Early partial results from Ghana's presidential vote broadcast by local media on Monday signalled a tight race between the leading candidates that may require a run-off in polls seen as a bellwether for African democracy.

Unofficial results from 67 of the West African country's 230 constituencies broadcast by privately-owned Metro TV showed opposition leader John Atta Mills with 49.6 percent, just ahead of ruling party candidate Nana Akufo-Addo with 47.8 percent.

Elections experts said the lead may switch back and forth between the candidates as more results come in from their respective regional strongholds outside the capital Accra. Six other presidential candidates shared the remaining votes.

President John Kufuor of the ruling New Patriotic Party (NPP), who marked his 70th birthday on Monday, steps down in January after serving the maximum two terms.

His successor takes over as Ghana looks to an era of greater prosperity when offshore oil comes onstream in late 2010.

The elections are being keenly watched by African democracy activists after polls violence in Kenya, Zimbabwe and Nigeria.

The Electoral Commission and observers said turnout was high and voting had generally been calm despite isolated violence and long delays in some remote islands in Lake Volta due to problems delivering voting materials by helicopter.

"Good day for Africa"

Britain's Baroness Valerie Amos, who is leading an election monitoring team from the 23-nation Commonwealth, said Sunday had been "a good day for Africa".

"Most of the recent news about elections in Africa has not projected the continent in a good light," she said in a statement.

The Electoral Commission is due to announce the official result by the middle of the week, but media in Ghana are permitted to announce provisional results as posted outside polling stations.

The election is the second handover of power through the ballot box since Ghana introduced multiparty democracy in 1992.

Kufuor won the previous election in 2004 in the first round with 52.45 percent of votes, against 44.64 percent for Mills.
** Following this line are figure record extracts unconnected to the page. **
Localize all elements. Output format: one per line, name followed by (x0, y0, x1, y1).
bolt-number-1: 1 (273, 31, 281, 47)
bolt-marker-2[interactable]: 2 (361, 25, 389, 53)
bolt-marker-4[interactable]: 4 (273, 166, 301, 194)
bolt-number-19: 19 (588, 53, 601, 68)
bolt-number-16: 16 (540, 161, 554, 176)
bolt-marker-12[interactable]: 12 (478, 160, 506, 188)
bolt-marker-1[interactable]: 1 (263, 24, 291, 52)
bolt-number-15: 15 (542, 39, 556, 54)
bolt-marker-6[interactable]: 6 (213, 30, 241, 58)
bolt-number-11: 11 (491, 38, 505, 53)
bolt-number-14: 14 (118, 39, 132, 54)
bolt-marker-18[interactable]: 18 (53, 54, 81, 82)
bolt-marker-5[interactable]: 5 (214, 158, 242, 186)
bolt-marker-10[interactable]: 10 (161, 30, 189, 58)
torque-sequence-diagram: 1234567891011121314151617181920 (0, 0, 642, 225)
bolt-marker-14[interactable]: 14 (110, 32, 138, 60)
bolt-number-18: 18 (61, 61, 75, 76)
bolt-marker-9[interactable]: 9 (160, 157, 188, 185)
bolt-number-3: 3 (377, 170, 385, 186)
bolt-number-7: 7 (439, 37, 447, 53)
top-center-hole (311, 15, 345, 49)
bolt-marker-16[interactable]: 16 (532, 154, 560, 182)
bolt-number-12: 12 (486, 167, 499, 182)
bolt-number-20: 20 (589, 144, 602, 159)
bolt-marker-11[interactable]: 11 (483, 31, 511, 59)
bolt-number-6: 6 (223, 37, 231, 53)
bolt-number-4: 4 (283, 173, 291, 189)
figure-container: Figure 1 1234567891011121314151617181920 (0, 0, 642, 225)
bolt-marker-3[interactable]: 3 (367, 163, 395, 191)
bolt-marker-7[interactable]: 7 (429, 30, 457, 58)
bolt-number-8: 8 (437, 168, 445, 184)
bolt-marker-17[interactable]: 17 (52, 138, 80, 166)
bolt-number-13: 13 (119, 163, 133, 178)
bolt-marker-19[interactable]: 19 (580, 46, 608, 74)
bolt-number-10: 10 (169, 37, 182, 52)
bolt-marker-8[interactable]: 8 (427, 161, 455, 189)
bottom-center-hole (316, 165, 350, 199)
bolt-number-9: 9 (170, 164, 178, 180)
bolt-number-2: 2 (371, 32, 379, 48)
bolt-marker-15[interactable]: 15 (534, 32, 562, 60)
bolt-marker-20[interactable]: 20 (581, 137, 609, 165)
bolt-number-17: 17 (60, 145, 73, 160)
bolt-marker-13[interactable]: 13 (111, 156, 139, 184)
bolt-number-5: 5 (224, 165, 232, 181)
In 2000, he had won power in a run-off, also against Mills, after firebrand former coup-leader Jerry Rawlings stepped down.
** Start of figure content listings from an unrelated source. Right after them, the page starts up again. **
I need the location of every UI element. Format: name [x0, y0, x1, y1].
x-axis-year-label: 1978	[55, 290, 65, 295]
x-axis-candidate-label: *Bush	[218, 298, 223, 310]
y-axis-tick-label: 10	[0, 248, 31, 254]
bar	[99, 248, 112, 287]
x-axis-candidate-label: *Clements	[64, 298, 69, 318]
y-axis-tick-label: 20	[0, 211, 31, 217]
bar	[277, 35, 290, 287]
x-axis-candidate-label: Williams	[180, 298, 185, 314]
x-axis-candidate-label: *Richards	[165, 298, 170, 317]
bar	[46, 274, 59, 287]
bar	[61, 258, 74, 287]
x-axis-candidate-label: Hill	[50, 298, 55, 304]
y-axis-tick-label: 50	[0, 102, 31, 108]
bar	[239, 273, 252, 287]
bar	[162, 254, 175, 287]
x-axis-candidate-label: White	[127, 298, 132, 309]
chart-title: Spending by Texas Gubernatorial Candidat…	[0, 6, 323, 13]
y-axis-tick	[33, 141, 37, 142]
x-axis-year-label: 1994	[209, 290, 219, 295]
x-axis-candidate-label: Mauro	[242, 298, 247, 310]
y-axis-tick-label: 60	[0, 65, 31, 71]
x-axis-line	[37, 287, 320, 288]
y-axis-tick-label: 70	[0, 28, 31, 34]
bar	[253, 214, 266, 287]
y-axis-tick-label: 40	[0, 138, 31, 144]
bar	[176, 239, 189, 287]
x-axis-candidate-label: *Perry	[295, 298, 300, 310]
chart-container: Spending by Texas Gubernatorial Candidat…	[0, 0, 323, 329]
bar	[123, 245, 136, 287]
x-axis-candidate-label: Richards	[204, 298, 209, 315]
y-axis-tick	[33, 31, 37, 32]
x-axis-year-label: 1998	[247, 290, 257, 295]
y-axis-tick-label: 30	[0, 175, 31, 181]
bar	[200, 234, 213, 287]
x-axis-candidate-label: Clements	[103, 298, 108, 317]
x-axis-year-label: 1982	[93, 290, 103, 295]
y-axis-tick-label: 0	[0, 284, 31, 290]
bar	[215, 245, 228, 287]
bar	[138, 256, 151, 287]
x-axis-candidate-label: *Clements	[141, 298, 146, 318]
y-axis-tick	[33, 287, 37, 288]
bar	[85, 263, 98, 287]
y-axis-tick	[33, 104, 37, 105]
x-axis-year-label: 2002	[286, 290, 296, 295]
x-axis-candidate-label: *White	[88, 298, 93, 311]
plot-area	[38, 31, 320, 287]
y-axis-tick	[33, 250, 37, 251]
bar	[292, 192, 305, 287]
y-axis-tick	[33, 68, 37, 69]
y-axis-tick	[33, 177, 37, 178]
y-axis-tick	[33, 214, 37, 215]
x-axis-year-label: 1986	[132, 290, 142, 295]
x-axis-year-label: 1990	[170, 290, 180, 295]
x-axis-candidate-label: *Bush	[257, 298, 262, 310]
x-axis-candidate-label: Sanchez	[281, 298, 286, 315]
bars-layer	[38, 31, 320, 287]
In Sunday's parliamentary race, Akufo-Addo's NPP lost at least half a dozen seats it held after the last election to Mills's National Democratic Congress (NDC), including that of Kufuor's Information Minister Stephen Asamoah-Boateng.

The NPP dominated the outgoing parliament with 128 of the 230 seats.
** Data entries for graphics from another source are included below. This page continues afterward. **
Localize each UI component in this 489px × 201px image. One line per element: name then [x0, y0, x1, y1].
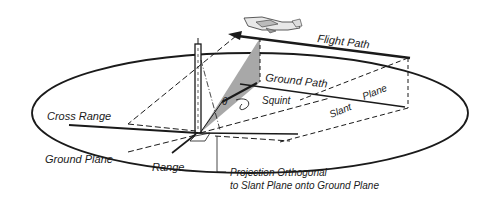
projection-leader: [217, 136, 226, 172]
flight-path-arrowhead: [228, 31, 242, 40]
label-ground-path: Ground Path: [265, 71, 328, 89]
label-projection-line1: Projection Orthogonal: [230, 167, 328, 178]
range-line: [198, 133, 298, 134]
vertical-pole: [195, 44, 201, 133]
label-squint: Squint: [262, 95, 292, 106]
label-ground-plane: Ground Plane: [45, 153, 113, 165]
label-slant: Slant: [328, 101, 354, 120]
label-plane: Plane: [361, 82, 389, 102]
label-projection-line2: to Slant Plane onto Ground Plane: [230, 180, 379, 191]
ground-plane-dash: [128, 135, 196, 152]
label-theta: θ: [222, 96, 228, 107]
sar-geometry-diagram: Flight Path Ground Path Squint θ Plane S…: [0, 0, 489, 201]
label-cross-range: Cross Range: [47, 110, 111, 122]
airplane-icon: [244, 17, 302, 33]
range-pointer: [172, 134, 196, 153]
label-range: Range: [152, 161, 184, 173]
range-line-dashed: [215, 136, 290, 141]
Samia Nkrumah, daughter of Ghana's independence leader Kwame Nkrumah, won a parliamentary seat in the family's home area of Jomoro, in Western Region.

Kufuor's centre-right administration has seen the economy grow by over 5 percent annually in recent years and in 2007 launched black Africa's first Eurobond outside South Africa.

The former British colony is the world's second biggest cocoa grower and Africa's No. 2 gold miner.But many Ghanaians say the increased national wealth has passed them by, while critics say the government has done too little to combat widespread corruption and drug smuggling.